An alum of the Colorado high school speaks:

  • We called it 'Littlefun' [Salon]
    Most press accounts say the two gunmen were "outsiders." So were all of my close friends at Columbine. They listened to German industrial music. So did I. Maybe the gunmen wrote bad poetry, too, did drugs on the weekends and spent as much time as they could in downtown Denver, which is culturally light years away from Littleton. My friends and I did all those things ... The obvious difference is that we never armed ourselves to the teeth and slaughtered the people we privately resented and abhorred.

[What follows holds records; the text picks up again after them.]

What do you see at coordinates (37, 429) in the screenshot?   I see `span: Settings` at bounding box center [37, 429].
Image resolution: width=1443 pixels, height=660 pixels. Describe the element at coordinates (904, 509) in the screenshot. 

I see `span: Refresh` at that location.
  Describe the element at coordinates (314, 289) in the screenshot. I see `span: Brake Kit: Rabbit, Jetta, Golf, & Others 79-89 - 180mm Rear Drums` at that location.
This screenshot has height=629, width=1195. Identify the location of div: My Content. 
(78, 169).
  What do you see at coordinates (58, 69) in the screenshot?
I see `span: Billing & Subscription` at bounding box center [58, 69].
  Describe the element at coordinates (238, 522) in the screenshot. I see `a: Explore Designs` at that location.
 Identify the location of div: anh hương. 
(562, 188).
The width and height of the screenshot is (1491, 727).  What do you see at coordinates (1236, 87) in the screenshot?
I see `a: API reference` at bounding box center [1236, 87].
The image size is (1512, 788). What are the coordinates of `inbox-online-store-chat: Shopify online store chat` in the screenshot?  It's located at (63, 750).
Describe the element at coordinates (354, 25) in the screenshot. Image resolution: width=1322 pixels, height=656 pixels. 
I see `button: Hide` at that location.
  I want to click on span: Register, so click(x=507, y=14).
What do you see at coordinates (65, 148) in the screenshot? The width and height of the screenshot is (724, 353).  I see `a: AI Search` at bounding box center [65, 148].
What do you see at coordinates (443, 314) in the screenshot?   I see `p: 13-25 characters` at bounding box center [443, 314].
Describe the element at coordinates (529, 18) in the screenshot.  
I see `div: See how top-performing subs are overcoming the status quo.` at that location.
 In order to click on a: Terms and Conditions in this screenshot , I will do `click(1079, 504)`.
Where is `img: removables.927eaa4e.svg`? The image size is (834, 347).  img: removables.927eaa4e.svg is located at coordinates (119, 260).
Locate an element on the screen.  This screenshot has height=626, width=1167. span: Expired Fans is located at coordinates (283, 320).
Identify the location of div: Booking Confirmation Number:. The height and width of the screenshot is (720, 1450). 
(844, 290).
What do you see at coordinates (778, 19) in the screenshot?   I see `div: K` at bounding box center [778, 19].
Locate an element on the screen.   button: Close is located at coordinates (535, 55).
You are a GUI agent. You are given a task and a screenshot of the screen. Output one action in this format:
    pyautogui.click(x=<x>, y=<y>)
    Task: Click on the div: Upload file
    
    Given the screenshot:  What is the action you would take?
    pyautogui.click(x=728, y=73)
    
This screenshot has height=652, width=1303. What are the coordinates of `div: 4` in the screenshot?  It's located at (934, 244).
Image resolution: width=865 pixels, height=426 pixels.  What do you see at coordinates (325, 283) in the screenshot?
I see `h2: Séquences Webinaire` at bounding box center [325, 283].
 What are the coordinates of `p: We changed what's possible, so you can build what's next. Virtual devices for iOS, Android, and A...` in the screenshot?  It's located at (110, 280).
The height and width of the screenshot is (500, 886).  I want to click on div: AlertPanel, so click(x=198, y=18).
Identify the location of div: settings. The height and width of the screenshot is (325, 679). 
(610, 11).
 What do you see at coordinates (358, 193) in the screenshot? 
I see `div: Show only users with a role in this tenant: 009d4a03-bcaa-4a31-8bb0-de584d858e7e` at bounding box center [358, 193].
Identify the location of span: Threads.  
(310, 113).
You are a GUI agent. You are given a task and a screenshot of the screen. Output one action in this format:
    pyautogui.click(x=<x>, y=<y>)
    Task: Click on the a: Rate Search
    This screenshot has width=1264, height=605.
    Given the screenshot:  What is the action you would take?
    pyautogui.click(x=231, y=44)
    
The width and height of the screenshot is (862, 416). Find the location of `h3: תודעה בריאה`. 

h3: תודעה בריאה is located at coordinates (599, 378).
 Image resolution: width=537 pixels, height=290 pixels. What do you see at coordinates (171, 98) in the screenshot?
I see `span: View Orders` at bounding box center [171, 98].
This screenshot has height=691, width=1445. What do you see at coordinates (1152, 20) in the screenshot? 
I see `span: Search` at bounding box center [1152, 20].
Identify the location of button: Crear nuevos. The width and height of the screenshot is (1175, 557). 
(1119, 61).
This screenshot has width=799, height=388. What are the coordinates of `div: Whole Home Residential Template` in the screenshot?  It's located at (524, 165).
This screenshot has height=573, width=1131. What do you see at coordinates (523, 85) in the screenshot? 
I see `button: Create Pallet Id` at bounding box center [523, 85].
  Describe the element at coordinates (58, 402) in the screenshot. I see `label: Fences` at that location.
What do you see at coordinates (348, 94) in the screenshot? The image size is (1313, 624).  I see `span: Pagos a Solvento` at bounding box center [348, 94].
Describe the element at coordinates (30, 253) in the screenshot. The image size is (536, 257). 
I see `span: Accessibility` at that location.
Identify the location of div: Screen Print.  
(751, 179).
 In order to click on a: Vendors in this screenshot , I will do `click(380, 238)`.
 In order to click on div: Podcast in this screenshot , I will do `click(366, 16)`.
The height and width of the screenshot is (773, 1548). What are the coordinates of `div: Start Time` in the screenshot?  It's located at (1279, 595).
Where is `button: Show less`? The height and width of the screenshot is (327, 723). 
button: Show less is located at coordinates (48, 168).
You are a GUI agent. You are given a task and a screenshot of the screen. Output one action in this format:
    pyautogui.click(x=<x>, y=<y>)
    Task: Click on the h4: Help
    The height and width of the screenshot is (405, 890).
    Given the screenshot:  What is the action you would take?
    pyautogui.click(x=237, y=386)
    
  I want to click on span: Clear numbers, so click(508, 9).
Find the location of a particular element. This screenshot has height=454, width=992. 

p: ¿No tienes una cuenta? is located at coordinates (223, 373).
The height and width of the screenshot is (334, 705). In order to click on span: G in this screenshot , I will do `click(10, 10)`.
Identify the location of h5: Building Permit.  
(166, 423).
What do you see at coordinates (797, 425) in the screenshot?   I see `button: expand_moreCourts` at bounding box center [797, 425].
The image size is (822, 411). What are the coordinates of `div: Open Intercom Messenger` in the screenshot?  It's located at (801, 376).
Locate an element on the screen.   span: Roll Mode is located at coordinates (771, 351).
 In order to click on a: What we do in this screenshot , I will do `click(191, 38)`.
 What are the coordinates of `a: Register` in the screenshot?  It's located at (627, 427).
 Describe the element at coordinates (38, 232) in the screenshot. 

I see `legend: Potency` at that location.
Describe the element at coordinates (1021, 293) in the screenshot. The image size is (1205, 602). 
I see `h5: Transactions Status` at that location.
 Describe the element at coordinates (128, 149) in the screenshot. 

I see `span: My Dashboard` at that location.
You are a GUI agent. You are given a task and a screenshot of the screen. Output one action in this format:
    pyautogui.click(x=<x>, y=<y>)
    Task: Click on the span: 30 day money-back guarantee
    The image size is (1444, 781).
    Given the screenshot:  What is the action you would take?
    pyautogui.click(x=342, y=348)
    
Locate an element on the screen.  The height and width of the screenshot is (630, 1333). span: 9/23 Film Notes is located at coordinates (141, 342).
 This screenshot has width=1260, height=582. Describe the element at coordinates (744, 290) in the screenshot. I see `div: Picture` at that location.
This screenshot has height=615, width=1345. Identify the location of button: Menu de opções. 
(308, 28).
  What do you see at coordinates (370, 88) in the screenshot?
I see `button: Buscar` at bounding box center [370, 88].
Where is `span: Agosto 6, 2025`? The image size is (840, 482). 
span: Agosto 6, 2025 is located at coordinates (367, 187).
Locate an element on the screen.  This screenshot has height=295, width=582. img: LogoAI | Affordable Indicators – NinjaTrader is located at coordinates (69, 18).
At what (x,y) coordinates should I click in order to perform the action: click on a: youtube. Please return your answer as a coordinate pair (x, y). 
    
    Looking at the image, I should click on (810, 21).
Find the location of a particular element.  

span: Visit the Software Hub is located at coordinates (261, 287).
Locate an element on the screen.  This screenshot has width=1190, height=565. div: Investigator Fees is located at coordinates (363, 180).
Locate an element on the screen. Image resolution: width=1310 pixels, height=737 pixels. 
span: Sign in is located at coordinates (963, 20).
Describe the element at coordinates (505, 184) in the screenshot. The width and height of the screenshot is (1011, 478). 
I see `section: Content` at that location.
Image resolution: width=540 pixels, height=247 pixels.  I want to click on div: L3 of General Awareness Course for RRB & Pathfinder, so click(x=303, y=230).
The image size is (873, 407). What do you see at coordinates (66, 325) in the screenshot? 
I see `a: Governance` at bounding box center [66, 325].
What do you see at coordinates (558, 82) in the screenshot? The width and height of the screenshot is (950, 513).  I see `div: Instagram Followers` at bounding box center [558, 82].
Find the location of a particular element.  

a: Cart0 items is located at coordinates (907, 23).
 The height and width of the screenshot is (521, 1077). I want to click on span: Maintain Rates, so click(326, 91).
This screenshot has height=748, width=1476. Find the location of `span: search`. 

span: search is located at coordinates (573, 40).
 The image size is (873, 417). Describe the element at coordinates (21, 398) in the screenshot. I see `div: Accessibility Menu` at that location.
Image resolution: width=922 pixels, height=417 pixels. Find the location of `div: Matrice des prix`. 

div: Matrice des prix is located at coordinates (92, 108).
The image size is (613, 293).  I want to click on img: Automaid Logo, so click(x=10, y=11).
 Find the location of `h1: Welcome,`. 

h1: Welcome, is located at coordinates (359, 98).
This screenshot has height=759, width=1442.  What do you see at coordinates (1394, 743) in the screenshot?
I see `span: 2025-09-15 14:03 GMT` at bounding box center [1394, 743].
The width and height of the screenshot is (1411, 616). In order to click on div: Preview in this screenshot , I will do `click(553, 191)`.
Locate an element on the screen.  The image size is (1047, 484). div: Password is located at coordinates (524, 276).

    ...President Clinton [said Tuesday] that the nation needs to "do more to reach out to our children" and "recognize early warning signs." The early warning signs of what? Deranged mass killers? High school students with automatic weapons? Alienated kids? Jock-hating, computer-savvy racists? We will never understand what happened here; we will just stop wondering, when we're distracted by the next unfathomable outbreak of chaos.

Neil Gaiman is writing another Sandman story! According to the April 20 Comics Buyer's Guide, page 10, he's writing a new illustrated-prose hardcover entitled Sandman: The Dream Hunters in collaboration with Japanese artist Yoshitaka Amano. It's scheduled to ship later this year.


PC Week columnist Peter Coffee is pretty much always worth reading. This time he meditates on the components that make PCs work:
  • In praise of the nuts and bolts [PC Week]
    One has to wonder at what seems like an astonishing double standard here, in which no-name competitive-bid components are expected to work all the time, while unreliable famous-brand software is eagerly bought without outrage, even when explicitly labeled as "Beta 3" code.

Dave Winer's back from his vacation. Love him or hate him, the Net seemed emptier without Dave around.

  • Bombing Yugoslavia [DaveNet]
    Lots more people are dying in Belgrade than in Colorado. [Larry] King fails to ask [Gore] the obvious question. What kind of example are you setting for your high school students?

    Gore and Clinton preach love, understanding and healing, while they bomb and kill people in Yugoslavia. We must be stupid to fall for this crap over and over.